Picture of nasty mixed loads.

I thought I'd share a trace I've just captured of my evening background load (TV, computers, PVR, amplifier etc.)

The yellow CT is a heavy (~2300W) resistive load that I've included as an approximation of V.

The red CT is the feed to the UPS which powers the above list of equipment.

The scope has a nifty feature that lets you trigger on +ve zero crossings of its own AC mains supply, which was the trigger used for this capture.  You can see the scope's trigger and the yellow CT line up pretty nicely (a very slight lag on the CT).

The red signal is pretty nasty.  It leads V in parts of the cycle and lags it in other parts, and seems to manage two zero-crossings for each V zero-crossing.  It's roughly a 400W load with a PF of about 85%.

dBC's picture

Re: Picture of nasty mixed loads.

Here's an FFT of the red trace, pretty big spikes at 50, 150, 250, 350 and 450Hz.

 

Robert Wall's picture

Re: Picture of nasty mixed loads.

It's all those switched-more power supplies that don't have decent input filters!

All that harmonic current represents losses to the power companies and you can understand why they don't like it.

calypso_rae's picture

Re: Picture of nasty mixed loads.

Despite all the grief that you're giving it (red trace), your mains supply (yellow trace) has a remarkably good profile!

richmc's picture

Re: Picture of nasty mixed loads.

I agree with Robin, a lot of "clean mains" have clipped peaks, yours looks very sinewave. practically all phone chargers and DC wall warts are switched mode nowadays.

dBC's picture

Re: Picture of nasty mixed loads.

Yeh, here's the FFT of the yellow clamp.  It's pretty pure, with very slight blips at the odd harmonics.  I get the feeling that grid power quality varies a lot from jurisdiction to jurisdiction.

dBC's picture

Re: Picture of nasty mixed loads.

Since it's real live data, and a fairly significant load (~400W) that makes up a large part of my electricity bill, I decided to suck the data out of the scope and into a spreadsheet so I could do some what-ifs.  The scope was sampling at 100kHz, or 2000 samples per cycle.   I think I read somewhere that emontx can do about 100 (V, I) samples per cycle.

So I compared energy calculations using all the samples Vs using every 20th sample (and multiplying the result by 20), i.e. 2000 samples/cycle Vs 100 samples per cycle.  I calculated energy(*) for each of the 5 cycles and the biggest error I saw between the fast sampling and the slow sampling was only 2.64%.   

(*) I didn't bother calibrating it to real units, but just left it in a-to-d-units^2 per cycle.

If anyone wants the raw data to do their own research on, just PM me.  Another interesting one would be to see how sensitive an ugly load like that is to an uncorrected phase error between V and I.

calypso_rae's picture

Re: Picture of nasty mixed loads.

I think I read somewhere that emontx can do about 100 (V, I) samples per cycle.

Each analogRead() statement takes around 104 uS, and two are required per sample pair so that their power content can be evaluated.  The max number of sample pairs that can be achieved per mains cycle is therefore 20000 / 208 = 96.15

In its free-running mode, my Mk2i PV Router code does 96 sample pairs per mains cycle, so that's as fast as the device can go.  This is possible because all processing is deferred until the next time around.  Although the ADC is working flat out doing back-to-back conversions, the main processor still has some spare time on its hands.  This is largely due to the use of integer maths which is a lot faster than the standard floating-point equivalent.

"emonTx" is a hardware platform so does not as such have an associated sample rate.  It does, however, come with some sample sketches such as emonTx_CT123_voltage.ino.  These sketches invoke the library routine calcVI() which takes sample pairs at the standard rate for a limited duration.  A standard pair of analogRead() statements, with subsequent in-line processing, reduces the sample rate to around 55 sample pairs per mains cycle. 

 

dBC's picture

Re: Picture of nasty mixed loads.

Thanks calypso_rae.  I just halved the spreadsheet sample rate again, now down to 50 samples per cycle and the max error improved slightly to 2.18%.  I'm guessing it just got lucky with this particular dataset.    My samples are evenly spaced amongst the bigger set, which sounds like it may not be indicative of how the various emonTx sketches work.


▶ Directions for this task
Take each line below that has "column" and copy it.
_____
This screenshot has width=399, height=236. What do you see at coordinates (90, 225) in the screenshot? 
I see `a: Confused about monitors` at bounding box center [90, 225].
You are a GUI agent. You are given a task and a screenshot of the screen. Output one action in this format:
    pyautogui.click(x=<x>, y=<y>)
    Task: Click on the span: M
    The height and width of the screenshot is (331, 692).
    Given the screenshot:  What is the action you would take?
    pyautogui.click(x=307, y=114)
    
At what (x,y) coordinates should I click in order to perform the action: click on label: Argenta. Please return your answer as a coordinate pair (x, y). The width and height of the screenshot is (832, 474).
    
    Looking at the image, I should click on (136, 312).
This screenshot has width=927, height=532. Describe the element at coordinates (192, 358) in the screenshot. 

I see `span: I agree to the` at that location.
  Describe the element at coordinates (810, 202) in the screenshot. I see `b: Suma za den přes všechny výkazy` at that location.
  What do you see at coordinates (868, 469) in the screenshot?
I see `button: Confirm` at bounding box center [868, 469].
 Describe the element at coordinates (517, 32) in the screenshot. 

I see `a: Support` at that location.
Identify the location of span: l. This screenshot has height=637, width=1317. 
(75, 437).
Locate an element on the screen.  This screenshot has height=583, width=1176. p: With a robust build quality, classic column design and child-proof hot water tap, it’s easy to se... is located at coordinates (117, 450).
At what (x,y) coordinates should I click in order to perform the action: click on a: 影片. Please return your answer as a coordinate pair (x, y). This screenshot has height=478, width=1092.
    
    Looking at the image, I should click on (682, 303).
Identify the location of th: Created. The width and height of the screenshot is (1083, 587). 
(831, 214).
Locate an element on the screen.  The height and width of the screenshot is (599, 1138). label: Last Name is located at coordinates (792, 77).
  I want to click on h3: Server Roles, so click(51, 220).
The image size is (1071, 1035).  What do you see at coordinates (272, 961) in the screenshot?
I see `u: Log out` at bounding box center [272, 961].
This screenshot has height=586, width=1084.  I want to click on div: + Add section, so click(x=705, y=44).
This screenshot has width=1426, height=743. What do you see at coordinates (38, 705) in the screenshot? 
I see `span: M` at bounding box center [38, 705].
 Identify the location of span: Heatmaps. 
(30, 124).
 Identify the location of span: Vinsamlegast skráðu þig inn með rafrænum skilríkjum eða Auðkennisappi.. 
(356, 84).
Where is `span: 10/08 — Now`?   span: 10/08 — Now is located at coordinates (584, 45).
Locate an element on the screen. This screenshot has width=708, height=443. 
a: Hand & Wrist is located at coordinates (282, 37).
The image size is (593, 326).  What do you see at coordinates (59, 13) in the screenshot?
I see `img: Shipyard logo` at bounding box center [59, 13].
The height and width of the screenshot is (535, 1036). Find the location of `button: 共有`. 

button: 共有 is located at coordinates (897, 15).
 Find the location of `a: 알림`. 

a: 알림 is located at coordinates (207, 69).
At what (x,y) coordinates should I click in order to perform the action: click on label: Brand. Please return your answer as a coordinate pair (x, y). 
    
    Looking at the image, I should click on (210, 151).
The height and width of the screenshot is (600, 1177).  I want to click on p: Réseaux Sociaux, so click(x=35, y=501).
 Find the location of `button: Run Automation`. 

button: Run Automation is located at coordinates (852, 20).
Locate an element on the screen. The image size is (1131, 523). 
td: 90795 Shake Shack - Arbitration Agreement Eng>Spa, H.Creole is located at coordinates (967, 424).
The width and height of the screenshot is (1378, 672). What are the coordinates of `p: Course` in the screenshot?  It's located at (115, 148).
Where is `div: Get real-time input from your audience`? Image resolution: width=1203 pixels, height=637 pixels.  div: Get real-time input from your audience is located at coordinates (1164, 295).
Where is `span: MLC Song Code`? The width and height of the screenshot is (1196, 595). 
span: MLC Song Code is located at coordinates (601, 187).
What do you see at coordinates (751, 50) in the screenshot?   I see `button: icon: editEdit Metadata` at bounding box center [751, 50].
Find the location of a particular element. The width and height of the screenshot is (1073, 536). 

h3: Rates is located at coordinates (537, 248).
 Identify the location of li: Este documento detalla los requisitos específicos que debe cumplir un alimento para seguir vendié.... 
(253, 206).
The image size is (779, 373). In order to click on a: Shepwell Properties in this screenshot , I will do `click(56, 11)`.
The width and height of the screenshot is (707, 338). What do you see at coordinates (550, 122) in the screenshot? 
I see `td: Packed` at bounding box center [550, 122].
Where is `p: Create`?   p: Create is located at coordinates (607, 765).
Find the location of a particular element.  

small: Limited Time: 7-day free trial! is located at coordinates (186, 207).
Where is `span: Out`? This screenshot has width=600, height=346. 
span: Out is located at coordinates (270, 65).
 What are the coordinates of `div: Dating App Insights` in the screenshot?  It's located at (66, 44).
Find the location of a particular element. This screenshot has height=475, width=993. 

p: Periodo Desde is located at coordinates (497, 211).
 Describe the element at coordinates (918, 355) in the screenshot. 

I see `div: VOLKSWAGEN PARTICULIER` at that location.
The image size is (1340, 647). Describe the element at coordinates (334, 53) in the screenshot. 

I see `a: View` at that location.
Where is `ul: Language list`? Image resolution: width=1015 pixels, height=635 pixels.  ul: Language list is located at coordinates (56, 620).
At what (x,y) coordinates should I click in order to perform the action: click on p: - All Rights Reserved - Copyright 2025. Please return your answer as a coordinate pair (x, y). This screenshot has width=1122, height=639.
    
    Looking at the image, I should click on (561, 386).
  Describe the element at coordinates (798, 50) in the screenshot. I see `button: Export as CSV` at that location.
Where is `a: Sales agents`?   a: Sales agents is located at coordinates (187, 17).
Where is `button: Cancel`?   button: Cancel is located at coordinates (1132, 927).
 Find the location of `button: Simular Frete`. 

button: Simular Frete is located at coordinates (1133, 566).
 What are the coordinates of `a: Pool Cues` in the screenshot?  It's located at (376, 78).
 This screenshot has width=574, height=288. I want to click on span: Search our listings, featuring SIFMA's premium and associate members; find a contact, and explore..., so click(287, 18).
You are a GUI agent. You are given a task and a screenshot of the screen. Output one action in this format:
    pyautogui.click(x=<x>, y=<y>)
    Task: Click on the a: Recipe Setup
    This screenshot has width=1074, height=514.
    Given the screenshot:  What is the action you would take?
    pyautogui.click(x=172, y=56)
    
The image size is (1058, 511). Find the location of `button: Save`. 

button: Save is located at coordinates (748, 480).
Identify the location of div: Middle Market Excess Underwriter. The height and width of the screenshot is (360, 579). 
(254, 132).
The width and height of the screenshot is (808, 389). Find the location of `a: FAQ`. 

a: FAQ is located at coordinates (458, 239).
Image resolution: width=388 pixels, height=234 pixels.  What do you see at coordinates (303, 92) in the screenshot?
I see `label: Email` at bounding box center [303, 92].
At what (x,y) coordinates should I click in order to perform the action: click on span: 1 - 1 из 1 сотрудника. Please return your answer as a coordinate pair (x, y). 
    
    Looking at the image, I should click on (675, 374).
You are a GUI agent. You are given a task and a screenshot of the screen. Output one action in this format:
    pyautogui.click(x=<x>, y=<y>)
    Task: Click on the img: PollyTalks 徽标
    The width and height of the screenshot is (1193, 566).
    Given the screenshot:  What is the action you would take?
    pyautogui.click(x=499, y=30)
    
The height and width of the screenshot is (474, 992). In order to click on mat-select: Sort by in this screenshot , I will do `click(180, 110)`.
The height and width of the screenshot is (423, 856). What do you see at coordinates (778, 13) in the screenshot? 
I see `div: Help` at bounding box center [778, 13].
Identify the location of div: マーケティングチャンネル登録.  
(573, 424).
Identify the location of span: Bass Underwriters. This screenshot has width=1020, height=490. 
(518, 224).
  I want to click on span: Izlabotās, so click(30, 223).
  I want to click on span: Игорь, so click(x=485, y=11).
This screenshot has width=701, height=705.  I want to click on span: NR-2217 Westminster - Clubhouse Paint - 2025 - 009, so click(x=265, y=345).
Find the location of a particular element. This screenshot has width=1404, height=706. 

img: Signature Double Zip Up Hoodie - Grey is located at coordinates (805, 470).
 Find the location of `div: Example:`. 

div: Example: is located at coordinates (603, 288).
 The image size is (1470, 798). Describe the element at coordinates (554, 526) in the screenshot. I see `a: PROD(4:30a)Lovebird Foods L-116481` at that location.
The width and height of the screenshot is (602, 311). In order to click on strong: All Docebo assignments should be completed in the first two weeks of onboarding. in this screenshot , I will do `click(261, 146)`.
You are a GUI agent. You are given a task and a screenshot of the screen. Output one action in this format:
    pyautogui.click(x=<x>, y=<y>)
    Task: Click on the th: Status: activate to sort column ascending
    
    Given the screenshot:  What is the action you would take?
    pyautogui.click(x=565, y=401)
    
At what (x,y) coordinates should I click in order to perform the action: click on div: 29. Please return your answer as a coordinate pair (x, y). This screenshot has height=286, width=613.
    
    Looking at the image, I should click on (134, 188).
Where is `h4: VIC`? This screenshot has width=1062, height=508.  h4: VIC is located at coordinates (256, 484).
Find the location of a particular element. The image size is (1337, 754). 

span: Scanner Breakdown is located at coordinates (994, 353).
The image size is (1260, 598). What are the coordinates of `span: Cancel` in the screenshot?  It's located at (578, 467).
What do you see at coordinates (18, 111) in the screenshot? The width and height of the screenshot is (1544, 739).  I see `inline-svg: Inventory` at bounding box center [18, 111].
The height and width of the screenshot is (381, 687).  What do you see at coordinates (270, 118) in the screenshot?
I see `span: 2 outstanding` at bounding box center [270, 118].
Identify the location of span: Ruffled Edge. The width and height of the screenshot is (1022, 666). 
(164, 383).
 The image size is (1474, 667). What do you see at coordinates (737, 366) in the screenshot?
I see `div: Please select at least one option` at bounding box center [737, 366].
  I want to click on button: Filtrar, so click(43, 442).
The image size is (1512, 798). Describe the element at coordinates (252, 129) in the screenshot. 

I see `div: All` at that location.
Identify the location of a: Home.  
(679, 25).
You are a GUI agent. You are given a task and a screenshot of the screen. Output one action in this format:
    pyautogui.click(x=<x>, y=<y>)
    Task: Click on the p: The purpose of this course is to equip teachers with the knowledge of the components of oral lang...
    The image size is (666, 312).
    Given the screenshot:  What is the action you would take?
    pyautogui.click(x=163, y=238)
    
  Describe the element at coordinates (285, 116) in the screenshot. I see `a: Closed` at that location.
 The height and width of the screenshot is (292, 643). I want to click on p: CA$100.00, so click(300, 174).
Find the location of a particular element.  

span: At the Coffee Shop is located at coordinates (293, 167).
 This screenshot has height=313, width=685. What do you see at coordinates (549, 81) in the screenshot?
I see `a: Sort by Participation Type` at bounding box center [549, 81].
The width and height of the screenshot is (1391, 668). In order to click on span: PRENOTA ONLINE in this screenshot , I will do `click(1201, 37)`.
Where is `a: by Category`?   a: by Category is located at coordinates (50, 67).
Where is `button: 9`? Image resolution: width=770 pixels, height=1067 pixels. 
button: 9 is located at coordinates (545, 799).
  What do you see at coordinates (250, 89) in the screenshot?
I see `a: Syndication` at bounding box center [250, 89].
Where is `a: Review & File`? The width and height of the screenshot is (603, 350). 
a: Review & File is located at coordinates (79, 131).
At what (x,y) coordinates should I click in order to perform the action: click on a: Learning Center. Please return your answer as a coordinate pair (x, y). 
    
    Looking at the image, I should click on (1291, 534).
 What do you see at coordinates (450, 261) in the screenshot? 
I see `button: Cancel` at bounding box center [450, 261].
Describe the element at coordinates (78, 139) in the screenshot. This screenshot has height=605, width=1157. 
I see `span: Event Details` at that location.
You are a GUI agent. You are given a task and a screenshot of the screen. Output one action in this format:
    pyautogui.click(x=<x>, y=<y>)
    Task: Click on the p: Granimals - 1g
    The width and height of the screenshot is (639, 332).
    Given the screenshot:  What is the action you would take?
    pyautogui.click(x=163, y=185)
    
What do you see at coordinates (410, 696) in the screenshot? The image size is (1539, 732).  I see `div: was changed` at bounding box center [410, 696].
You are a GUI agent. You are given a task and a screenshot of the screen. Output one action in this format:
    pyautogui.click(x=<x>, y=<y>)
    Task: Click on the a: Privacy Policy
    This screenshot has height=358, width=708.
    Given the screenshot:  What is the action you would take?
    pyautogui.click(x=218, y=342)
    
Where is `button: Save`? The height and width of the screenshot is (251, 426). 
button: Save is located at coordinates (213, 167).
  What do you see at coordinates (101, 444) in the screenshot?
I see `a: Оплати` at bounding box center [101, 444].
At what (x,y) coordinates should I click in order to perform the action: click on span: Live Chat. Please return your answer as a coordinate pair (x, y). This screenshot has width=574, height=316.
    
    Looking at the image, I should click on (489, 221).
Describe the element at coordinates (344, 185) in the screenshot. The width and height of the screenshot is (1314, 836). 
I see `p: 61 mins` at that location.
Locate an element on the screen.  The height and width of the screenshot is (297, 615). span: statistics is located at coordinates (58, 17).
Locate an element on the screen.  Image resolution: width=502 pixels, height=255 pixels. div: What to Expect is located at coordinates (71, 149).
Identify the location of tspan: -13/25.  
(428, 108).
_____
▶ Answer to this problem
Locate an element on the screen.  This screenshot has height=583, width=1176. p: With a robust build quality, classic column design and child-proof hot water tap, it’s easy to se... is located at coordinates (117, 450).
    Task: Click on the th: Status: activate to sort column ascending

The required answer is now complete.